In a speech at the Royal Society, the Liberal Democrat leader will blame "draconian and unbalanced" laws for the growth of libel tourism that has seen London become the libel capital of the world. His party is drawing up a package of reforms which would shift the burden of proof on to the plaintiff, decrease the size of damages awarded and introduce rules blocking foreigners from using English courts to fight their libel cases.

Existing rules allow foreign plaintiffs to use English courts to sue, even if the publications in question sold very few copies in Britain.

"Libel tourism is making a mockery of British justice," Mr Clegg will say. In one case, a US academic was successfully sued for £130,000 by a Saudi businessman in an English court, even though the defamatory book sold just 23 copies in Britain over the internet.

"I am deeply concerned about the stifling effect English libel laws are having on scientific debate," Mr Clegg will say. "Scientists must be allowed to question claims fearlessly – especially those that relate to medical care, environmental damage and public safety – if we are to protect ourselves against poor research, phoney treatments and vested corporate interests."

He will also use the speech to criticise "super injunctions" sought and employed by companies to comprehensively gag the media from discussing sensitive issues.
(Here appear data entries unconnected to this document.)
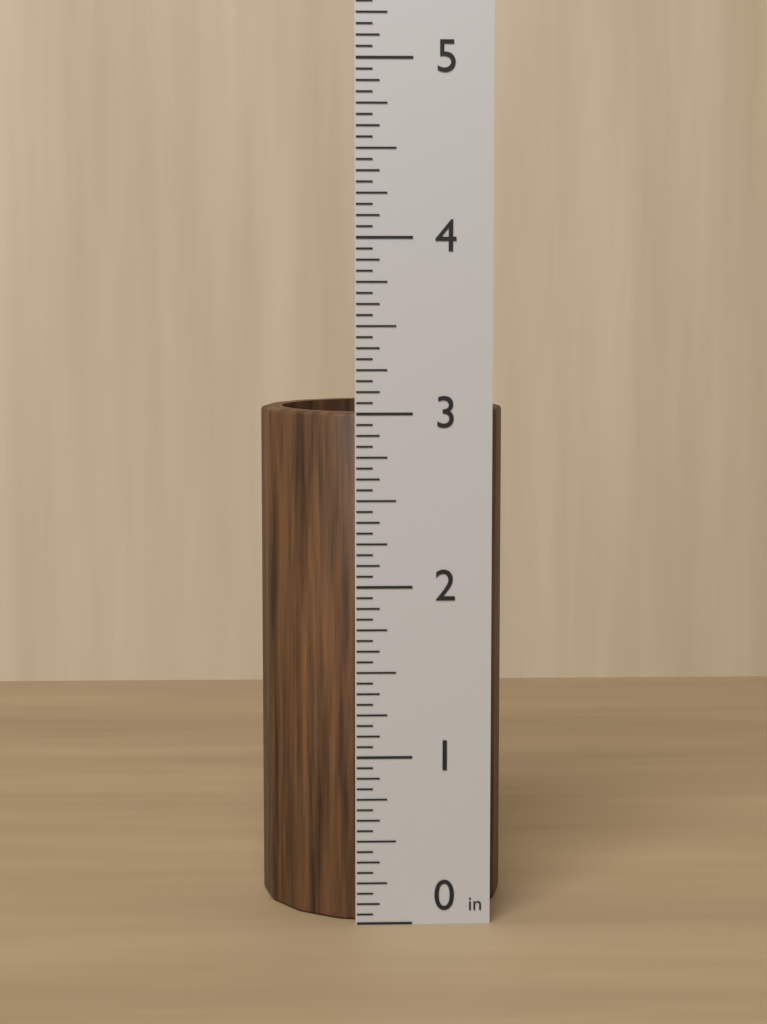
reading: 3.0000 in
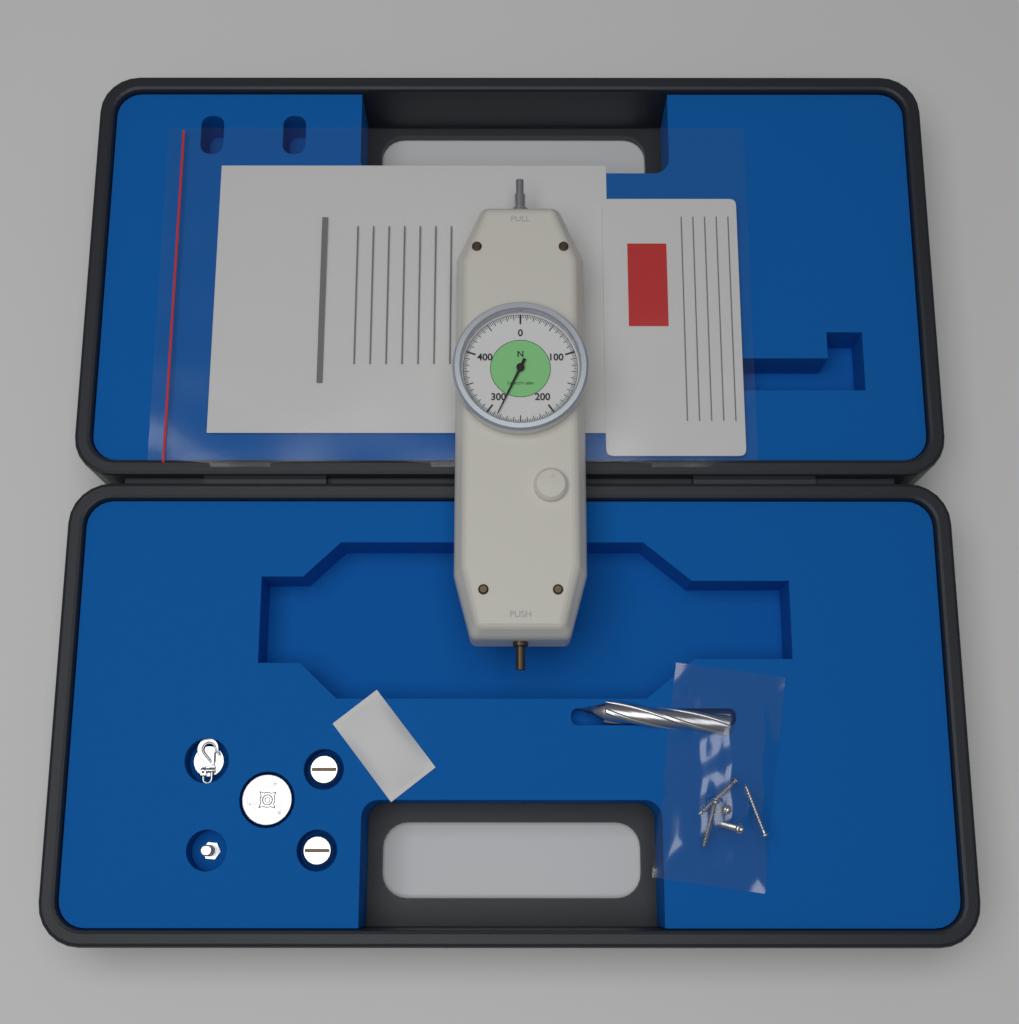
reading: 285.0 N
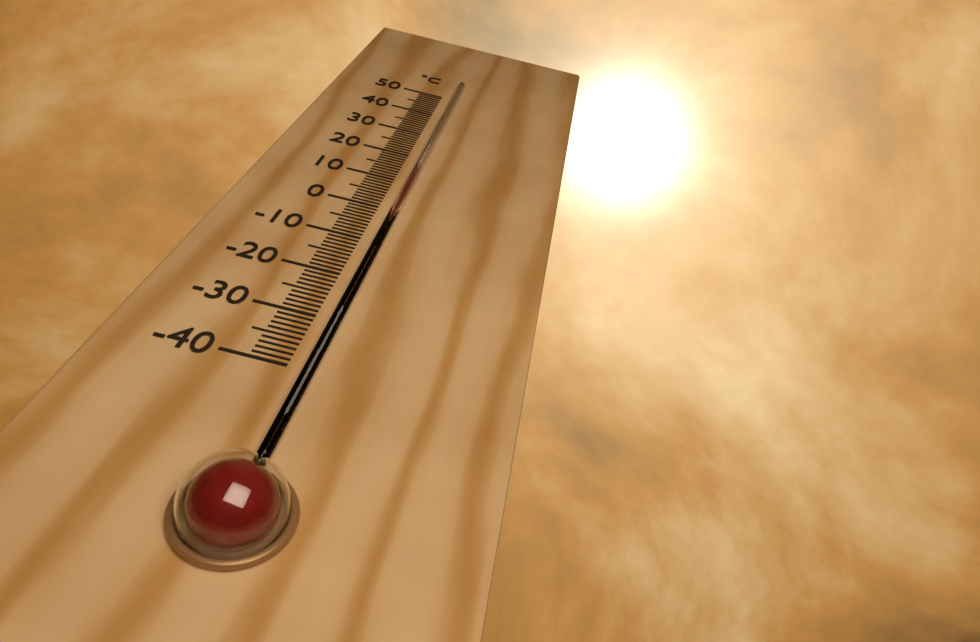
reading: 15 °C
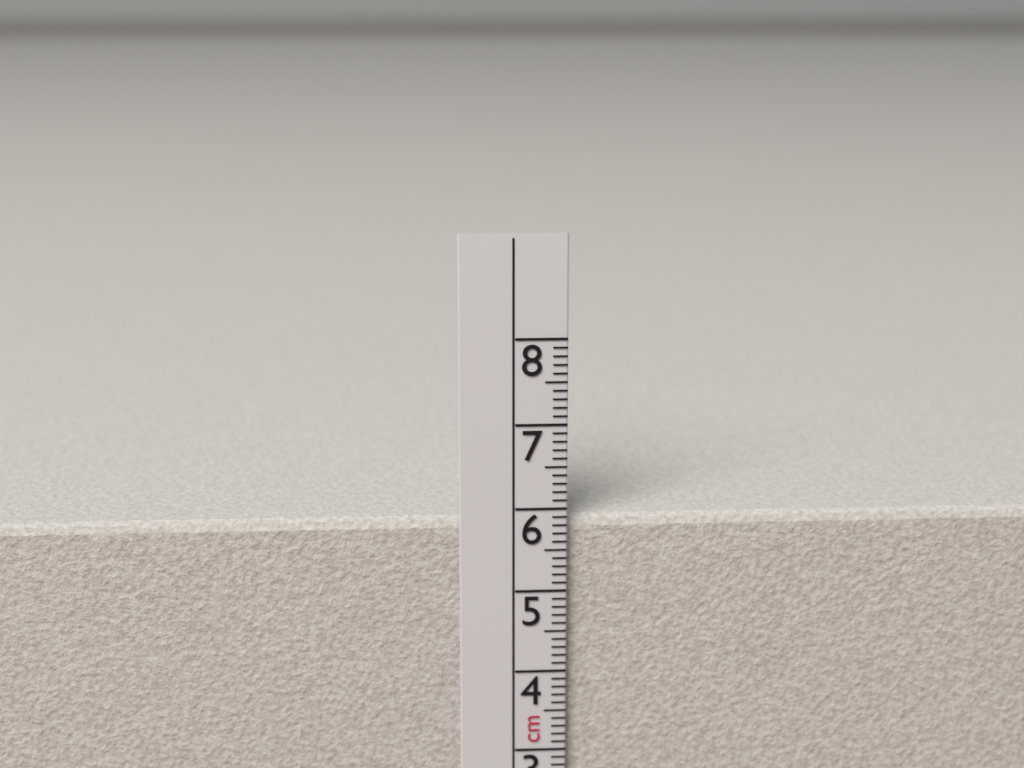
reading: 5.9 cm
MPs and transparency groups were outraged last October when an injunction issued on behalf of the oil-trading company Trafigura not only blocked any reporting of the reasons for the injunction, but also sought to block any coverage of parliamentary proceedings involved in the case. "Our libel law and practice have turned a country once famed for its traditions of freedom and liberty into a legal farce where people and corporations with money can impose silence on others at will," Mr Clegg will say. "I believe in raucous freedom of speech, not gagging orders in our courts."

Jack Straw, the Justice Secretary, has already ordered a review of the libel laws, due to be completed by mid-March. The review panel, made up of academics, lawyers and newspaper editors, will look at whether a specialist tribunal should be set up to resolve defamation cases out of court.